### Problem description
Below are some records. Return exactly the lines from the one with "has height=1495, width=708." to the one with "Image resolution: width=795", and nothing else.

### Collected data
------------------------------
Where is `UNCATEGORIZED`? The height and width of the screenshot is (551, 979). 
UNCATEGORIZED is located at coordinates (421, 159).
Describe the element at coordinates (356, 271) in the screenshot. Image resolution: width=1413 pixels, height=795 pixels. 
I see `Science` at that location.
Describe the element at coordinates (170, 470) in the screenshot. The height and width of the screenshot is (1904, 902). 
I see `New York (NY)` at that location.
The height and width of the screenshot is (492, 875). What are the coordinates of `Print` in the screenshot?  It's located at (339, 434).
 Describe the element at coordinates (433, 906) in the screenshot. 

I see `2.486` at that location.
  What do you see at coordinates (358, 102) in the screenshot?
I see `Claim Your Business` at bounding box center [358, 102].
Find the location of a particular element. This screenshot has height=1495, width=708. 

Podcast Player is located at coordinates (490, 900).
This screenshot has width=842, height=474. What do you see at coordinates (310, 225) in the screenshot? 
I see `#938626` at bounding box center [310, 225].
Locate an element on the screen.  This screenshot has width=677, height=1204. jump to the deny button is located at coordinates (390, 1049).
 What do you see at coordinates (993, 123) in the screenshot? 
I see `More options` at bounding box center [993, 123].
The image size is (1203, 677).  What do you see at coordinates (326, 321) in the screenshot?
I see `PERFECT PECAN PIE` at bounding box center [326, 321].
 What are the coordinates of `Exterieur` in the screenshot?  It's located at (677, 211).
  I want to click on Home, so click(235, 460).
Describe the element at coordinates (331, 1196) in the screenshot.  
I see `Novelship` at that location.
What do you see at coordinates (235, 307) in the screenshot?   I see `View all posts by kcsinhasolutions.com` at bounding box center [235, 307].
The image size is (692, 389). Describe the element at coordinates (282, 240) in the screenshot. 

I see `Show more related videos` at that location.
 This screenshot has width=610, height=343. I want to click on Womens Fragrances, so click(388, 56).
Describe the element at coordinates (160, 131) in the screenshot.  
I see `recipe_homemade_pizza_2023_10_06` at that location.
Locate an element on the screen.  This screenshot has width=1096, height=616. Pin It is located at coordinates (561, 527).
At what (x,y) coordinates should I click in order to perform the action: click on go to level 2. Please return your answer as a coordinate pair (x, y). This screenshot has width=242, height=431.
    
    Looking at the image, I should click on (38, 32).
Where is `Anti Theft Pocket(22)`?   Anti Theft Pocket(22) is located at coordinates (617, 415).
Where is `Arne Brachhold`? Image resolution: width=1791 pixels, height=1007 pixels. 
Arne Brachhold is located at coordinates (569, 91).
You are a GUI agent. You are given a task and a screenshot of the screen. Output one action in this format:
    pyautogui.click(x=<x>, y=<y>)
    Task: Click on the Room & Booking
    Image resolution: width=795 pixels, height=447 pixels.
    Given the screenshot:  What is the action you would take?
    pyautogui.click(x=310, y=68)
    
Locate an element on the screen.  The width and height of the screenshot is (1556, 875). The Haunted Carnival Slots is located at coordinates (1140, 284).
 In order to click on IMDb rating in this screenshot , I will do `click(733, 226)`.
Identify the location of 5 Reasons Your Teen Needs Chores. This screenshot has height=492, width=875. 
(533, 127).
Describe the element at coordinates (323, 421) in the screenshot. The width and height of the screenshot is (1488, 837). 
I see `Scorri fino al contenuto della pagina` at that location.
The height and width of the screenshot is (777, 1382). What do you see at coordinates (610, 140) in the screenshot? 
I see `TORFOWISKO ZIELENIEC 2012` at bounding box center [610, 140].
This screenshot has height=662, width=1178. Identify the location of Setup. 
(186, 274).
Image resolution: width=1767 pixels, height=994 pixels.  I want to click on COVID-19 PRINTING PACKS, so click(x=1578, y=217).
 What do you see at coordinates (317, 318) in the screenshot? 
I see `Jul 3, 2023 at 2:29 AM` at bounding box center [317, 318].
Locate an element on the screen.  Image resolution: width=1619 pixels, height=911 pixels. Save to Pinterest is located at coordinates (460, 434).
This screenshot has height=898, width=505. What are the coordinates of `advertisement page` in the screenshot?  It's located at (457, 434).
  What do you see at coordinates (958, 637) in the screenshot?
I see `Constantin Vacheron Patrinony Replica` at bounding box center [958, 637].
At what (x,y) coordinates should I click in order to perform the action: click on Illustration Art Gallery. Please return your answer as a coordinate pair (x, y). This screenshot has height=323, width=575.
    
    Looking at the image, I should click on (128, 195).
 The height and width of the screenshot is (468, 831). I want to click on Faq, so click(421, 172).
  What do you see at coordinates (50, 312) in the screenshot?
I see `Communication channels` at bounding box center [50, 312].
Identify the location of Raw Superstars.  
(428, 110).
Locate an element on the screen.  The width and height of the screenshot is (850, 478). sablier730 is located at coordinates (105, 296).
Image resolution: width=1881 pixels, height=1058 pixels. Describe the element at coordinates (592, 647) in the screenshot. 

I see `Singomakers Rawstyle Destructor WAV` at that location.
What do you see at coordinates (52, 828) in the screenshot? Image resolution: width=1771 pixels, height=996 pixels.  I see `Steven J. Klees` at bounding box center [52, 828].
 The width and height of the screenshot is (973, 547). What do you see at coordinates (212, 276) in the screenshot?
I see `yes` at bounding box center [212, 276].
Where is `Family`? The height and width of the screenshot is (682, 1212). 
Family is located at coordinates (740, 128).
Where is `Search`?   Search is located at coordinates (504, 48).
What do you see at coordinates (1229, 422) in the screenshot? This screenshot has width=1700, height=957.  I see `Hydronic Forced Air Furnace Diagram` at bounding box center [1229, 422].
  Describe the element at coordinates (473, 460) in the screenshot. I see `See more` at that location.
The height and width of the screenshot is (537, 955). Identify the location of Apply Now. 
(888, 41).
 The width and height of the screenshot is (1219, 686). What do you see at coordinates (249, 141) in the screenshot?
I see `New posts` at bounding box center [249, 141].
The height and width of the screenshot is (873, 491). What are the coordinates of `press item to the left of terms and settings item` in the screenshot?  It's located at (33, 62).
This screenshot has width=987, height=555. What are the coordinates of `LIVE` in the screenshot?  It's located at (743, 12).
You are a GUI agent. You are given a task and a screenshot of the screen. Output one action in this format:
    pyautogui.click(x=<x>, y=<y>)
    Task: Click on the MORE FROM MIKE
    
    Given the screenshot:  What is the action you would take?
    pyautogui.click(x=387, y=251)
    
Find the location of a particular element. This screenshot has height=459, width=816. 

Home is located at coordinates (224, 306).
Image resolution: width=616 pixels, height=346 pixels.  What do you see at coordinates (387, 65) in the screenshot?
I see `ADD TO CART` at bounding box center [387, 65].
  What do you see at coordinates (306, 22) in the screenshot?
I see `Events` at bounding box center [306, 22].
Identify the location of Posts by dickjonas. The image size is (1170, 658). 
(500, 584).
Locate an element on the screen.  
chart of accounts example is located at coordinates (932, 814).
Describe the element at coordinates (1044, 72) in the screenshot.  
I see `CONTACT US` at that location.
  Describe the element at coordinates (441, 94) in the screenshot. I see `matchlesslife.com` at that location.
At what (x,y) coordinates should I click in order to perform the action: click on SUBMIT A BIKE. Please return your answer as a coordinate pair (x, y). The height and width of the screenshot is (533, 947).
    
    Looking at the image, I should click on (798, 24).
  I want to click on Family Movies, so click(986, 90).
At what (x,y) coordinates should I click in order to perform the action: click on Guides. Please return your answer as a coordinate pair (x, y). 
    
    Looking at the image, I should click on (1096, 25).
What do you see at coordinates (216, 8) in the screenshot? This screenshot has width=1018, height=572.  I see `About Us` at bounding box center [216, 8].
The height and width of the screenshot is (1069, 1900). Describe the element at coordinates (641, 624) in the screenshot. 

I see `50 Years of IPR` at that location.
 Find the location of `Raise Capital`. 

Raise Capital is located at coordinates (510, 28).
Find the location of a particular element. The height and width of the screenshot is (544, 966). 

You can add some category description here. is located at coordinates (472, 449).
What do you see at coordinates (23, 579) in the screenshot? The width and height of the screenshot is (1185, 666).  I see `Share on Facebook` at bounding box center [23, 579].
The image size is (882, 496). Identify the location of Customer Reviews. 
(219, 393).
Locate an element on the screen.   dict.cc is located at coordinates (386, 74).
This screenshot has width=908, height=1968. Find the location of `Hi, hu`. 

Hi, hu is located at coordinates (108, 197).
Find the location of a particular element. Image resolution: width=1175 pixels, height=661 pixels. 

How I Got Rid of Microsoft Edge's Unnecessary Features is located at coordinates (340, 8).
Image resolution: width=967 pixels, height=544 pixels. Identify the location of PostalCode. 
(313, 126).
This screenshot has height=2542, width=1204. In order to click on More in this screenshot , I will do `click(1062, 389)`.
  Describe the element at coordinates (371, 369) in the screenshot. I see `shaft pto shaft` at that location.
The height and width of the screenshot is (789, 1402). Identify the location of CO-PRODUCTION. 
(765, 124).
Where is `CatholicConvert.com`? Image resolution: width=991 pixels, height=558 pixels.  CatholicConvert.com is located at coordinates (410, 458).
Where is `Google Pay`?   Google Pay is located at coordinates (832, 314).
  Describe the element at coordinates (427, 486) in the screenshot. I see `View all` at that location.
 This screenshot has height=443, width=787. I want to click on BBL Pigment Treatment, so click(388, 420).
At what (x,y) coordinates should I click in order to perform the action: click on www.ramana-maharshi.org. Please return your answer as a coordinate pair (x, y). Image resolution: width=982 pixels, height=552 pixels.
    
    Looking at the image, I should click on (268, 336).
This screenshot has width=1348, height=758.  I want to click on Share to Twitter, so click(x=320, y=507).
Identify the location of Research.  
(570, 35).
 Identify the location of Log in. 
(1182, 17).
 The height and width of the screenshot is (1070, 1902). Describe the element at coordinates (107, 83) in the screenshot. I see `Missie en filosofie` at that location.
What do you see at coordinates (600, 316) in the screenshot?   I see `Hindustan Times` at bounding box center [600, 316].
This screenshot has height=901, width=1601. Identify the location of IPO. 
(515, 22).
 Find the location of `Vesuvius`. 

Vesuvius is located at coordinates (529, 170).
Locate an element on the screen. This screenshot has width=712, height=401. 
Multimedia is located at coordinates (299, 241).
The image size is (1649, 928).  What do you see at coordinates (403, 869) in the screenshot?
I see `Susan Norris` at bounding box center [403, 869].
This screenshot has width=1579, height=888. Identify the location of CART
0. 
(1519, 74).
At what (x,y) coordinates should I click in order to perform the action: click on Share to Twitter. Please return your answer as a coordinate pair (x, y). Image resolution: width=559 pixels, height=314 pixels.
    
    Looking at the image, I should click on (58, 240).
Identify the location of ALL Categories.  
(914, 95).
------------------------------
### Reply to the task
Find the location of a particular element. This screenshot has height=1495, width=708. 

Podcast Player is located at coordinates (490, 900).
This screenshot has width=842, height=474. What do you see at coordinates (310, 225) in the screenshot? 
I see `#938626` at bounding box center [310, 225].
Locate an element on the screen.  This screenshot has width=677, height=1204. jump to the deny button is located at coordinates (390, 1049).
 What do you see at coordinates (993, 123) in the screenshot? 
I see `More options` at bounding box center [993, 123].
The image size is (1203, 677).  What do you see at coordinates (326, 321) in the screenshot?
I see `PERFECT PECAN PIE` at bounding box center [326, 321].
 What are the coordinates of `Exterieur` in the screenshot?  It's located at (677, 211).
  I want to click on Home, so click(235, 460).
Describe the element at coordinates (331, 1196) in the screenshot.  
I see `Novelship` at that location.
What do you see at coordinates (235, 307) in the screenshot?   I see `View all posts by kcsinhasolutions.com` at bounding box center [235, 307].
The image size is (692, 389). Describe the element at coordinates (282, 240) in the screenshot. 

I see `Show more related videos` at that location.
 This screenshot has width=610, height=343. I want to click on Womens Fragrances, so click(388, 56).
Describe the element at coordinates (160, 131) in the screenshot.  
I see `recipe_homemade_pizza_2023_10_06` at that location.
Locate an element on the screen.  This screenshot has width=1096, height=616. Pin It is located at coordinates (561, 527).
At what (x,y) coordinates should I click in order to perform the action: click on go to level 2. Please return your answer as a coordinate pair (x, y). This screenshot has width=242, height=431.
    
    Looking at the image, I should click on (38, 32).
Where is `Anti Theft Pocket(22)`?   Anti Theft Pocket(22) is located at coordinates (617, 415).
Where is `Arne Brachhold`? Image resolution: width=1791 pixels, height=1007 pixels. 
Arne Brachhold is located at coordinates (569, 91).
You are a GUI agent. You are given a task and a screenshot of the screen. Output one action in this format:
    pyautogui.click(x=<x>, y=<y>)
    Task: Click on the Room & Booking
    Image resolution: width=795 pixels, height=447 pixels.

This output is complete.